Magazine, who I last saw on the opening night of the Secondhand Daylight tour in Brighton, when they played as far as I know for the first time the truly scary “Permafrost”, a song Howard Devoto spent most of the drive down to the south coast describing to me , and I think I’ve got this right all these years on, as an essay in sheer terror.
As a fan of such things I am looking forward to it being played tonight, which is the first opportunity I’ve had to see the band since they reformed. When it comes, though, like much else in a set that made me wish they had left the legend to speak for itself, it is crushingly disappointing, no point in trying to hide a conspicuous fact, expressed to me by a number of Uncut readers on their way to see Nick Cave earlier than they’d planned.

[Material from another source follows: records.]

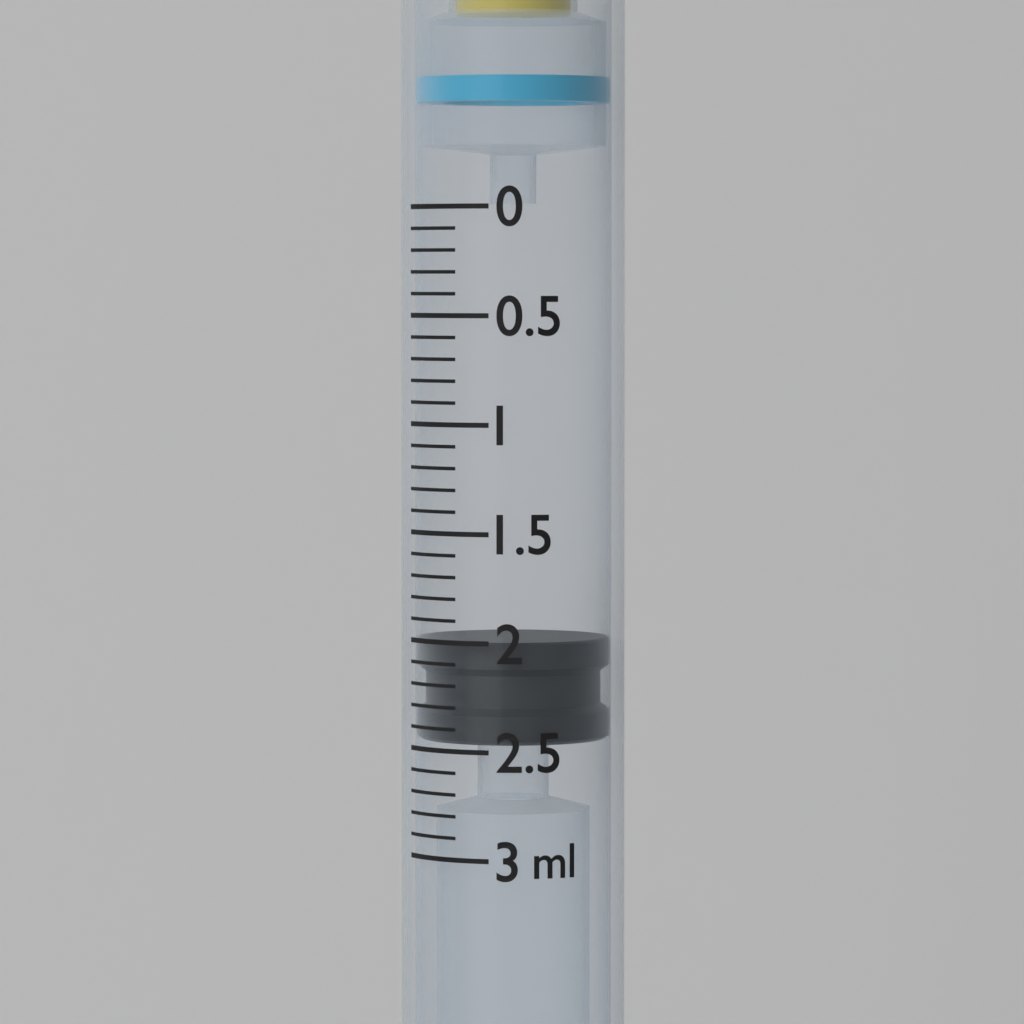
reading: 2.0 ml
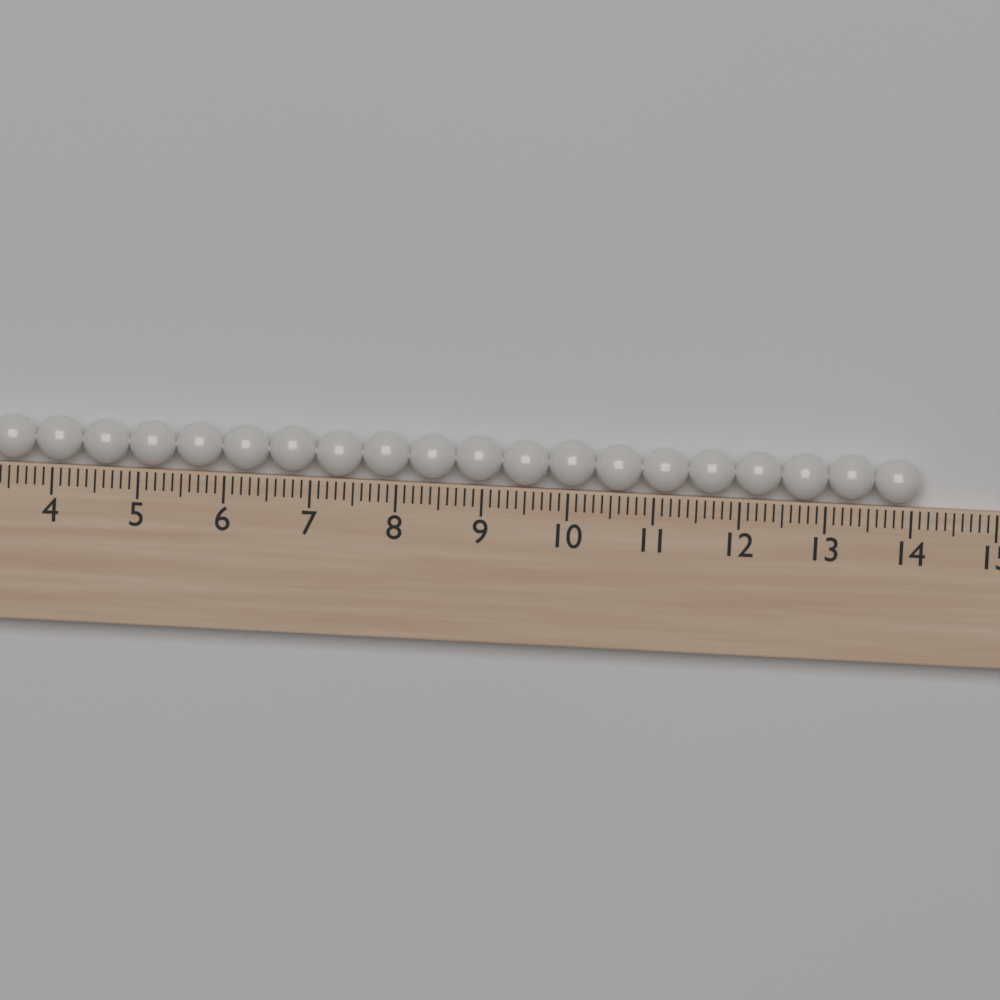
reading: 14.1 (no unit)
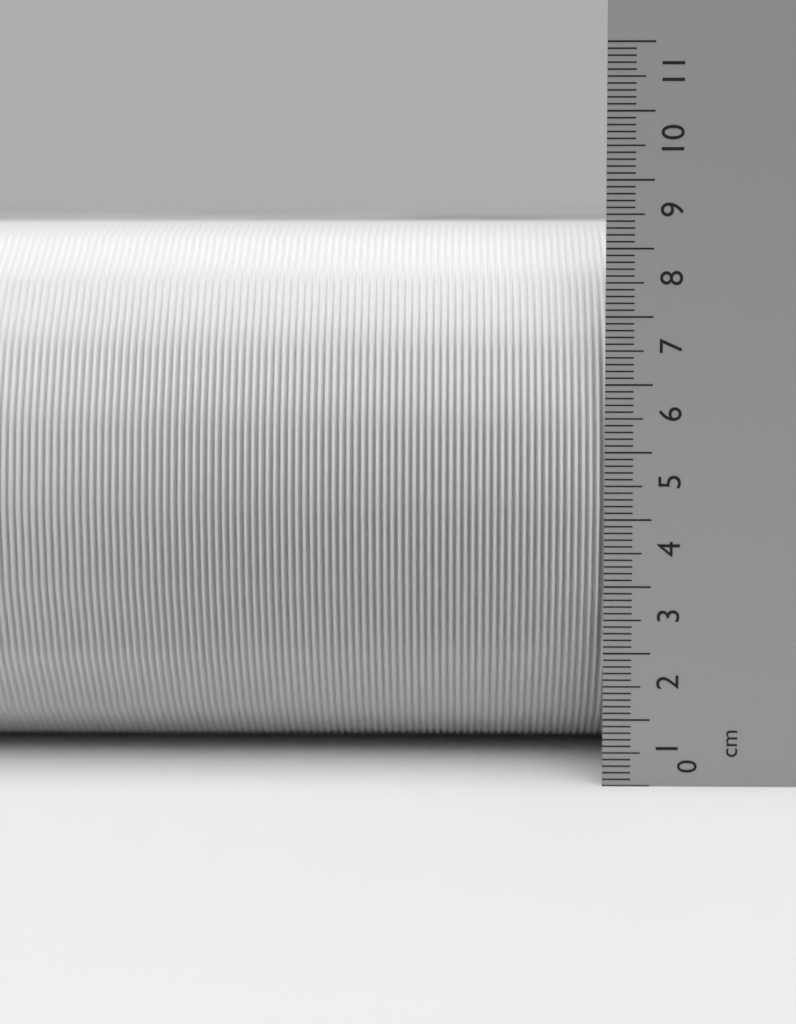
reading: 8.4 cm
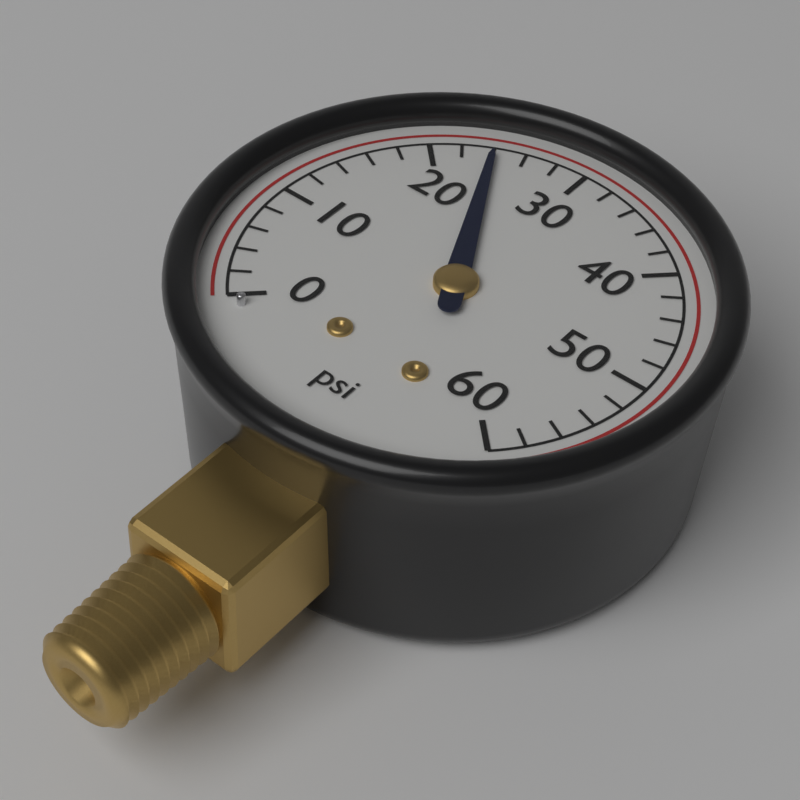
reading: 24 psi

Basically, and it gives me no great pleasure to say it, Magazine, great as they once were, and on another night may be again, sound no more impressive tonight than a baffling cross between Chas & Dave and Erasure, a grating mix of cheeky chappiness I would never have expected of Devoto and a cheesy musical melodrama that wholly undermines what I remember from concerts back in the day that were monuments to a vast and compelling vision.
And when exactly did Devoto turn into Vern Troyer of Austin Powers and Celebrity Big Brother fame?
It’s all very worrying. And the only major disappointment of what’s otherwise been a fantastic weekend.